Abstract
We study a character-based phylogeny reconstruction problem when an incomplete set of data is given. More specifically, we consider the situation under the directed perfect phylogeny assumption with binary characters in which for some species the states of some characters are missing. Our main object is to give an efficient algorithm to enumerate (or list) all perfect phylogenies that can be obtained when the missing entries are completed. While a simple branch-and-bound algorithm (B&B) shows a theoretically good performance, we propose another approach based on a zero-suppressed binary decision diagram (ZDD). Experimental results on randomly generated data exhibit that the ZDD approach outperforms B&B. We also prove that counting the number of phylogenetic trees consistent with a given data is #P-complete, thus providing an evidence that an efficient random sampling seems hard.
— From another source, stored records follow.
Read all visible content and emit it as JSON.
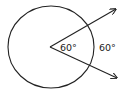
{
  "diagram": {
    "type": "circle-central-angle",
    "central_angle_label": "60°",
    "arc_label": "60°",
    "stroke_color": "#222222",
    "background": "#ffffff"
  }
}
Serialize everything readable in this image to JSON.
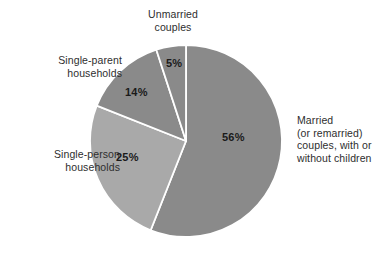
{
  "chart_data": {
    "type": "pie",
    "title": "",
    "subtitle": "",
    "xlabel": "",
    "ylabel": "",
    "legend_position": "none",
    "grid": false,
    "units": "percent",
    "total": 100,
    "start_angle_deg": 0,
    "direction": "clockwise",
    "categories": [
      "Married (or remarried) couples, with or without children",
      "Single-person households",
      "Single-parent households",
      "Unmarried couples"
    ],
    "values": [
      56,
      25,
      14,
      5
    ],
    "slices": [
      {
        "key": "married",
        "label": "Married\n(or remarried)\ncouples, with or\nwithout children",
        "value": 56,
        "value_text": "56%",
        "color": "#8a8a8a",
        "label_side": "right"
      },
      {
        "key": "single-person",
        "label": "Single-person\nhouseholds",
        "value": 25,
        "value_text": "25%",
        "color": "#a9a9a9",
        "label_side": "left"
      },
      {
        "key": "single-parent",
        "label": "Single-parent\nhouseholds",
        "value": 14,
        "value_text": "14%",
        "color": "#8a8a8a",
        "label_side": "left"
      },
      {
        "key": "unmarried",
        "label": "Unmarried\ncouples",
        "value": 5,
        "value_text": "5%",
        "color": "#8a8a8a",
        "label_side": "top"
      }
    ],
    "colors": {
      "background": "#ffffff",
      "slice_dark": "#8a8a8a",
      "slice_light": "#a9a9a9",
      "divider": "#ffffff",
      "label_text": "#2e2e2e",
      "value_text": "#1a1a1a"
    }
  },
  "labels": {
    "unmarried": "Unmarried\ncouples",
    "single_parent": "Single-parent\nhouseholds",
    "single_person": "Single-person\nhouseholds",
    "married": "Married\n(or remarried)\ncouples, with or\nwithout children"
  },
  "values": {
    "married": "56%",
    "single_person": "25%",
    "single_parent": "14%",
    "unmarried": "5%"
  }
}
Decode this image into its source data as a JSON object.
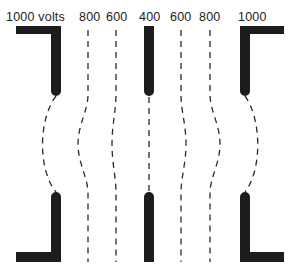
{
  "diagram": {
    "labels": [
      {
        "id": "left-electrode-voltage",
        "text": "1000 volts",
        "x": 6
      },
      {
        "id": "left-800",
        "text": "800",
        "x": 79
      },
      {
        "id": "left-600",
        "text": "600",
        "x": 106
      },
      {
        "id": "center-400",
        "text": "400",
        "x": 139
      },
      {
        "id": "right-600",
        "text": "600",
        "x": 170
      },
      {
        "id": "right-800",
        "text": "800",
        "x": 199
      },
      {
        "id": "right-1000",
        "text": "1000",
        "x": 238
      }
    ],
    "electrodes": [
      {
        "name": "left-electrode",
        "voltage": 1000
      },
      {
        "name": "center-electrode",
        "voltage": 400
      },
      {
        "name": "right-electrode",
        "voltage": 1000
      }
    ],
    "equipotentials": [
      1000,
      800,
      600,
      400,
      600,
      800,
      1000
    ],
    "colors": {
      "electrode": "#1c1c1c",
      "line": "#2a2a2a",
      "text": "#222222"
    }
  }
}
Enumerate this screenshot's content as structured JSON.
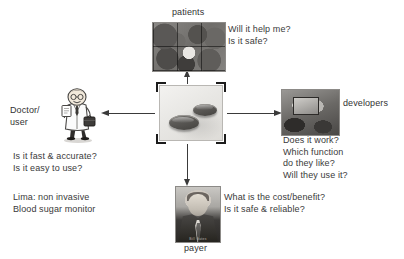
{
  "diagram": {
    "center": {
      "node_name": "Lima device",
      "icon": "device-photo",
      "selected": true
    },
    "stakeholders": [
      {
        "id": "patients",
        "label": "patients",
        "icon": "patients-collage-photo",
        "questions": "Will it help me?\nIs it safe?",
        "arrow": "up-arrow"
      },
      {
        "id": "doctor-user",
        "label": "Doctor/\nuser",
        "icon": "doctor-clipart",
        "questions": "Is it fast & accurate?\nIs it easy to use?",
        "arrow": "left-arrow"
      },
      {
        "id": "developers",
        "label": "developers",
        "icon": "developers-photo",
        "questions": "Does it work?\nWhich function\ndo they like?\nWill they use it?",
        "arrow": "right-arrow"
      },
      {
        "id": "payer",
        "label": "payer",
        "icon": "payer-portrait-photo",
        "questions": "What is the cost/benefit?\nIs it safe & reliable?",
        "arrow": "down-arrow",
        "photo_credit": "Bill Gates"
      }
    ],
    "product_note": "Lima: non invasive\nBlood sugar monitor"
  },
  "colors": {
    "background": "#ffffff",
    "text": "#3a3a3a",
    "arrow": "#3a3a3a",
    "photo_border": "#8c8a87",
    "handle": "#1c1c1c"
  }
}
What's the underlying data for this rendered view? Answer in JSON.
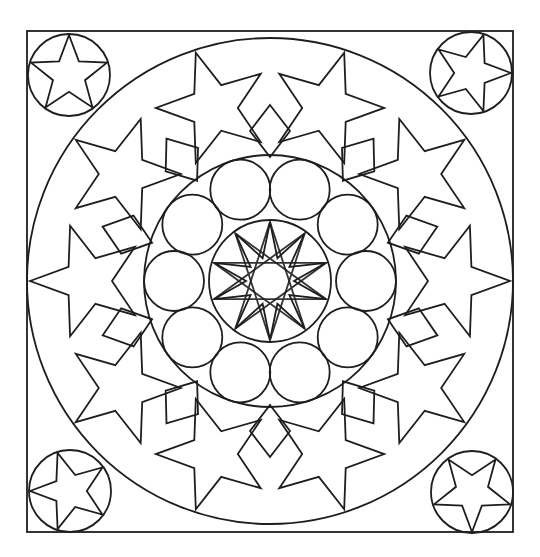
{
  "canvas": {
    "width": 540,
    "height": 557,
    "background": "#ffffff",
    "stroke": "#1e1e1e"
  },
  "artwork": {
    "title": "Mandala coloring page",
    "frame": {
      "x": 27,
      "y": 31,
      "width": 486,
      "height": 501
    },
    "center": {
      "x": 270,
      "y": 281
    },
    "outer_circle_radius": 243,
    "corner_medallions": [
      {
        "position": "top-left",
        "cx": 69,
        "cy": 75,
        "r": 41,
        "star_points": 5,
        "rotation_deg": -90
      },
      {
        "position": "top-right",
        "cx": 471,
        "cy": 73,
        "r": 41,
        "star_points": 5,
        "rotation_deg": 0
      },
      {
        "position": "bottom-left",
        "cx": 70,
        "cy": 491,
        "r": 41,
        "star_points": 5,
        "rotation_deg": 180
      },
      {
        "position": "bottom-right",
        "cx": 472,
        "cy": 492,
        "r": 41,
        "star_points": 5,
        "rotation_deg": 90
      }
    ],
    "outer_ring": {
      "large_stars": 10,
      "rhombuses": 10,
      "star_outer_radius": 238,
      "star_inner_radius": 150,
      "rotation_deg": -72
    },
    "inner_circle_radius": 126,
    "small_circles": {
      "count": 10,
      "ring_radius": 96,
      "radius": 30,
      "rotation_deg": 0
    },
    "core_circle_radius": 61,
    "core_star": {
      "points": 10,
      "outer_radius": 61,
      "inner_radius": 24
    }
  }
}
Partially supported by Grant-in-Aid for Scientific Research from Ministry of Education, Science and Culture, Japan, and Japan Society for the Promotion of Science, and by Exploratory Research for Advanced Technology (ERATO) from Japan Science and Technology Agency.
Access this chapter
Tax calculation will be finalised at checkout
Purchases are for personal use only
Preview
Unable to display preview. Download preview PDF.
References
Pe’er, I., Pupko, T., Shamir, R., Sharan, R.: Incomplete directed perfect phylogeny. SIAM J. Comput. 33, 590–607 (2004)
Camin, J.H., Sokal, R.R.: A method for deducing branching sequences in phylogeny. Evolution 19, 311–326 (1965)
Gusfield, D., Frid, Y., Brown, D.: Integer Programming Formulations and Computations Solving Phylogenetic and Population Genetic Problems with Missing or Genotypic Data. In: Lin, G. (ed.) COCOON 2007. LNCS, vol. 4598, pp. 51–64. Springer, Heidelberg (2007)
Agrawal, R., Srikant, R.: Fast algorithms for mining association rules in large databases. In: Bocca, J.B., Jarke, M., Zaniolo, C. (eds.) VLDB, pp. 487–499. Morgan Kaufmann (1994)
Minato, S.: Zero-suppressed BDDs for set manipulation in combinatorial problems. In: DAC, pp. 272–277. ACM Press (1993)
Knuth, D.E.: The Art of Computer Programming Volume 4, Fascicle 1, Bitwise Tricks & Techniques, Binary Decision Diagrams. Pearson Education, Inc., Boston (2009)
Sinclair, A.: Algorithms for Random Generation & Counting: A Markov Chain Approach. Birkhäuser Boston, Boston Basel Berlin (1993)
Golumbic, M.C., Kaplan, H., Shamir, R.: Graph sandwich problems. J. Algorithms 19, 449–473 (1995)
Kijima, S., Kiyomi, M., Okamoto, Y., Uno, T.: On listing, sampling, and counting the chordal graphs with edge constraints. Theor. Comput. Sci. 411, 2591–2601 (2010)
Heggernes, P., Mancini, F., Papadopoulos, C., Sritharan, R.: Strongly chordal and chordal bipartite graphs are sandwich monotone. J. Comb. Optim. 22, 438–456 (2011)
Kiyomi, M., Okamoto, Y., Saitoh, T.: Efficient enumeration of the directed binary perfect phylogenies from incomplete data, arXiv:1203.3284 (2012)
Jansson, J.: Directed perfect phylogeny (binary characters). In: Kao, M.Y. (ed.) Encyclopedia of Algorithms, pp. 246–248. Springer, Heidelberg (2008)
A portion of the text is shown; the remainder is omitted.